This is Foundation DB's announcement they are doing full ACID databases with a 14.4M writes per second capability. That is insanely fast in the data base world. Running in AWS with 32 c3.8xlarge configured machines. So basically NSA level data base capability for $150/hr. But perhaps more interesting is that those same machines on the open market are about $225,000. That's two rack, one switch and a
transaction rate that lets you watch every purchase made at every Walmart store in the US, in real time. That is assuming the stats are correct[1], and it wouldn't even be sweating (14M customers a day vs 14M transactions per second).

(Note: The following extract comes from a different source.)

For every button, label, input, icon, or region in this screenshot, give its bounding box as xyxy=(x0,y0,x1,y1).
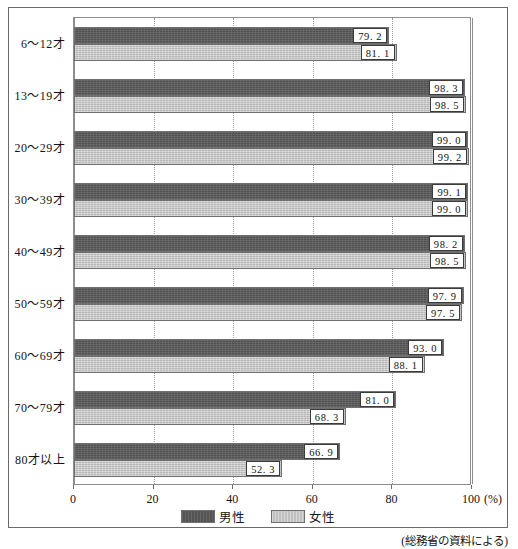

Insanely fast.
Not all ACID transactions are equal. This is just a key-value store-like test. It shows the potential to scale, yet nothing regarding performance in real word.
32 c3.2xlarge instances have 1920GB memory. Given 1 billion 16B+ 8..100B values the whole dataset fits just into memory.
The Cassandra test mentioned [1] sustained loss of 1/3 instances. That's very impressive! Would love to see how F-DB handles this type of real-life situation (hint hint for follow up blog post).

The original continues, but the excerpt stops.